Actusf : How was born the idea of the Vlad Taltos stories? Did you know from the start that there would be so many books ?
Steven Brust : The idea came from a role-playing game, run by a friend of mine, Robert Sloan, who also created much of the background for the world. No, in fact, I had no idea there would be so many. I wrote the second one, Yendi, just as a treat to myself because the novel I'd written before it, To Reign In Hell, had been so difficult. It was only when I suddenly hit on the idea for the third one, Teckla, that I realized (or admitted to myself) that I was writing a series.

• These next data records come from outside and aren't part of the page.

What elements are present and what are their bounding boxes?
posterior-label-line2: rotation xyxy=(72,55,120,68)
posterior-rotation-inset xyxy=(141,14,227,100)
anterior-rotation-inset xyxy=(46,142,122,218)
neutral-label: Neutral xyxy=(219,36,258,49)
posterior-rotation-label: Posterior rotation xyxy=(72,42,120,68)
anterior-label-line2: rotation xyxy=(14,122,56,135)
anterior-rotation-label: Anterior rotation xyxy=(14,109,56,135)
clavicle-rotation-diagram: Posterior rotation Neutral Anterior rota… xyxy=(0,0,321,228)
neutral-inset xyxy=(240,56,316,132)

Actusf : How would you introduce your Vlad character? He is an assassin, a gangster, but at the same time somehow attaching with a lot of humour and a realistic point of view on himself.
Steven Brust : I don't wish to be difficult, but I'm very bad at that sort of thing. I always enjoy introducing him in each book--finding new ways to communicate who he is is part of the fun for me--but I guess the obverse of that is my inability to really talk about him outside of the writing, if that makes sense. I can talk about my influences, or the research that led to him, but I can't really introduce him. Sorry.

Actusf : What did influence you on this cycle? Are there authors that have directed your work and from whom you took up some ideas ?
Steven Brust : Think of the style as coming from Raymond Chandler or Dashiel Hammet, the tropes from Michael Moorcock, the world from Fritz Leiber, and the general aesthetic from Roger Zelazny.

Actusf : You write mainly fantasy books. What are the reasons? What do you like in that type of writing ?
Steven Brust : I've been asked that a lot, and I wish I had a good answer. The closest that I can come is to say it is when reading adventure fiction in general and fantasy fiction in particular that I most often find myself saying, "Oh, cool!" That's the feeling I'm shooting for in the reader. Secondarily, well, I should point out at the least the Vlad Taltos novels owe as much to science fiction as to fantasy; it's just more fun for me to keep those elements in the background, and to write about characters who aren't aware the underpinnings of what is happening around them.

Actusf : How will the story continue? Do you have an idea of an end for this cycle ?
Steven Brust : I do have an ending in mind. I don't know if I'll actually get that far. I might die first, or I might get tired of writing them. I trust you'll forgive me if I don't tell you any details of what I have in mind.
This year the first volume of The Khaavren Romances is published in France.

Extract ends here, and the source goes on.